Gaining back trust and confidence amongst its investors is one of the most difficult part the central banks across the world are facing.Ripple effects caused by defaults,liquidity crisis in money markets and loss of confidence cause a bank run.This systemic risk allows an entire financial system to collapse. Due to the interlinkages of financial system this collapse spreads quickly across the globe. Traditionally, the banks across were less interconnected.However, in recent times they are well connected through common policies, common basel requirements necessary for every central bank of member country and products like currency derivatives that allows cross currency swaps. These international swaps allow exchange rate fluctuations and indirectly influence many factors that affect the economy of the countries involved.Besides all this, analyzing systemic risks in international banking continues to be an activity with high rewards and helps the banks to review where they went wrong.

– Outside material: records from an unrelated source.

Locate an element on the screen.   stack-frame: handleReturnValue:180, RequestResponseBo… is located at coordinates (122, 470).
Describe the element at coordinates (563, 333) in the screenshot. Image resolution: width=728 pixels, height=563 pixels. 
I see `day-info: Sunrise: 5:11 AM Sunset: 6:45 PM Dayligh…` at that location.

Traditionally, banks focussed on controlling inflation and targeting growth. This was a common objective of most of the central banks in the world. They kept the supply and demand of currency under-control, focussed on the budget deficit(if any) and kept inflation under the wings.But the inflation targeting somehow failed to get financial stability back before and after the crisis in 2007-2013.The longest duration of global meltdown saw US collapse and the Euro Sovereign Debt Crisis(commonly called the Euro-zone crisis).Paul Krugman wrote in 2009 that the run on the shadow banking system as the “core of what happened” to cause the crisis. “As the shadow banking system expanded to rival or even surpass conventional banking in importance, politicians and government officials should have realized that they were re-creating the kind of financial vulnerability that made the Great Depression possible – and they should have responded by extending regulations and the financial safety net to cover these new institutions. Influential figures should have proclaimed a simple rule: anything that does what a bank does, anything that has to be rescued in crises the way banks are, should be regulated like a bank.” He referred to this lack of controls as “malign neglect.” The actions of one country have triggered many changes in another country’s economy.Some experts have said that regulated banking organizations are the largest shadow banks.

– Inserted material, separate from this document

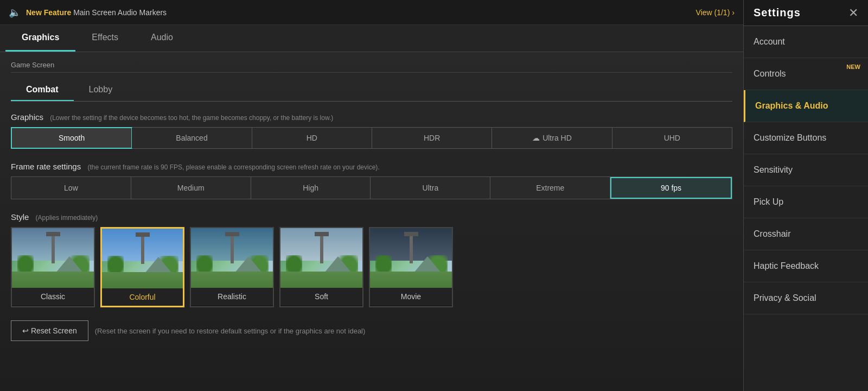  What do you see at coordinates (806, 42) in the screenshot?
I see `sidebar-item-account: Account` at bounding box center [806, 42].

Many “shadow bank”-like institutions and vehicles have emerged in American and European markets, between the years 2000 and 2008, and have come to play an important role in providing credit across the global financial system.Shadow banks can also cause a buildup of systemic risk indirectly because they are interrelated with the traditional banking system via credit intermediation chains, meaning that problems in this unregulated system can easily spread to the traditional banking system.Regulated or unregulated, one thing should be understood and clearly that is if an individual bank faces a problem then the whole banking system is not too far from facing serious issues too.In a recent IMF working paper by Stijn Claessens and M. Ayhan Kose(January 2013) four reasons that caused the recent descent of the banking system are:
(1) the widespread use of complex and opaque financial instruments;
(2) the increased interconnectedness among financial markets, nationally and internationally, with the U.S. at the core;
(3) the high degree of leverage of financial institutions; and
(4) the central role of the household sector.
These factors, in combination with the ones common to other crises, and fueled at times by poor government interventions during different stages, led to the worst financial crisis since the Great Depression.
Central banks are fragile and late intervention by governments just make matters worse. However, prediction of banking failures are hard to point out and since banks are all globally connected any action by one central bank of a country can lead to failures of the world banking system so careful intervention is important. Presence of shadow banks is a different question altogether and presence of them sometimes can worsen situations for traditional banks since they are give way to unregulated activities in a regulated market.Subsequent to the subprime meltdown in 2008, the activities of the shadow banking system came under increasing scrutiny and regulations.But shadow banking existed for purely one reason and that was that there was a demand for it or else it could never have existed.